Approach

UX leads. AI builds.
Users validate.

Every project I take on follows the same core principle: understand the people first, then decide what to build. Technology choices come last — after I have observed the actual workflow, identified the real pain points, and validated that a solution will genuinely help.

This approach has taught me that the most valuable AI systems are often invisible to their users. They remove friction, handle tedious steps, and let people focus on the judgments that require human expertise.

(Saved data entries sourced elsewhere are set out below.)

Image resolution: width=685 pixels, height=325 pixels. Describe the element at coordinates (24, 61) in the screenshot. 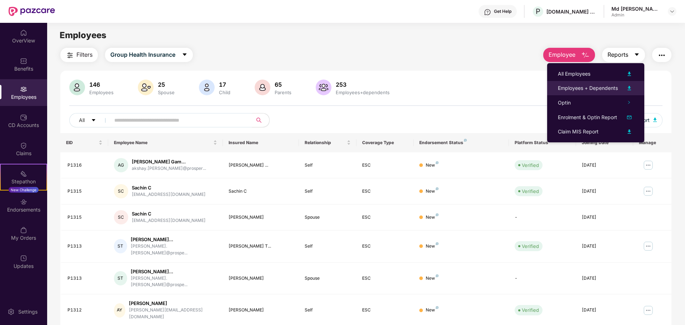

I see `img: svg+xml;base64,PHN2ZyBpZD0iQmVuZWZpdHMiIHhtbG5zPSJodHRwOi8vd3d3LnczLm9yZy8yMDAwL3N2ZyIgd2lkdGg9Ij...` at that location.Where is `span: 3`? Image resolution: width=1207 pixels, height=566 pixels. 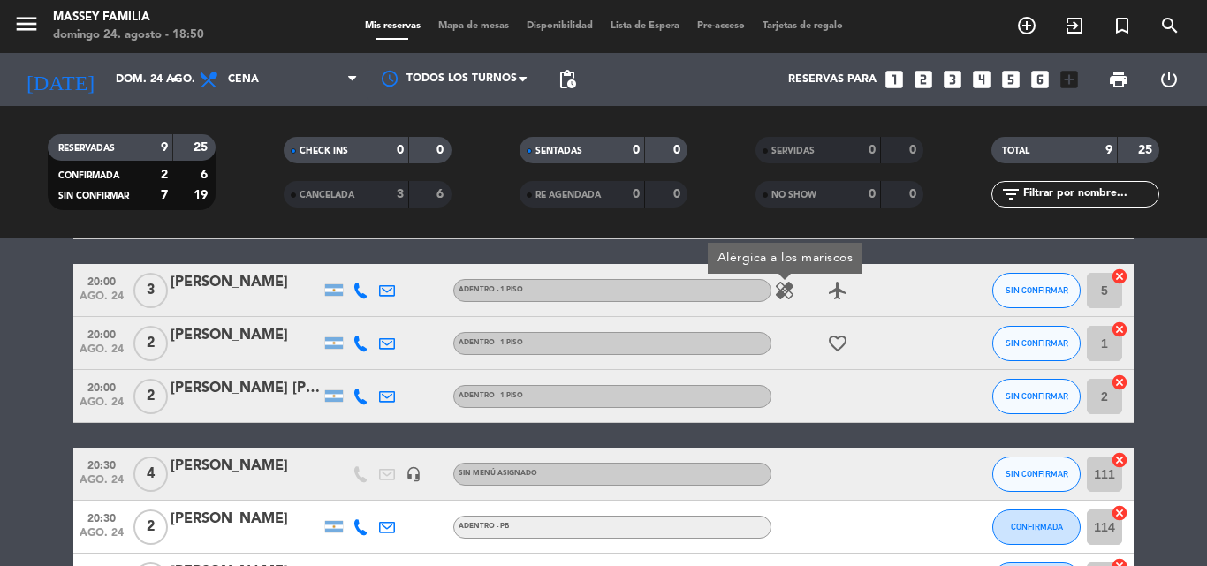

Much of my work starts in unfamiliar territory — a new industry, an undocumented workflow, a team under pressure to move faster. I have learned that the hard part is rarely the model choice. It is getting from messy reality to a system people actually trust and use. The four phases below are how I do that, consistently.

1

Listen & Observe

I start by interviewing the people who do the work — process owners, operations staff, domain experts. I watch how they actually complete their tasks, noting workarounds and pain points that are invisible in process documentation. At Ergomotion, this revealed that customs brokers had developed manual shortcuts that no system had captured.

2

Prototype & Test

Rather than building a complete system, I ship a working prototype as fast as possible and put it in front of real users. Their reactions tell me more than any specification document. For the Pallet Calculator, I built the same capability two different ways — deterministic and AI-driven — to learn which approach users actually trusted.

3

Build with the Right Tool

AI is powerful, but it is not always the right answer. I choose the cheapest, most reliable tool for each step — deterministic logic for rules-heavy calculations, small language models for simple parsing, large models only when the task demands it. For the Pallet Calculator, this meant deterministic geometry for the layout math and a small model only at the edges — faster, cheaper, and easier to debug than an LLM-everywhere approach.

4

Close the Loop

I train the people who use the system to be its testers. Their ongoing feedback becomes the quality assurance layer. At Ergomotion, process owners became the QA team, and their feedback shaped the final automation pipeline. The system improves because the people closest to the work are continuously involved.

The constant is not the tool — it is getting from messy reality to a system people trust and use.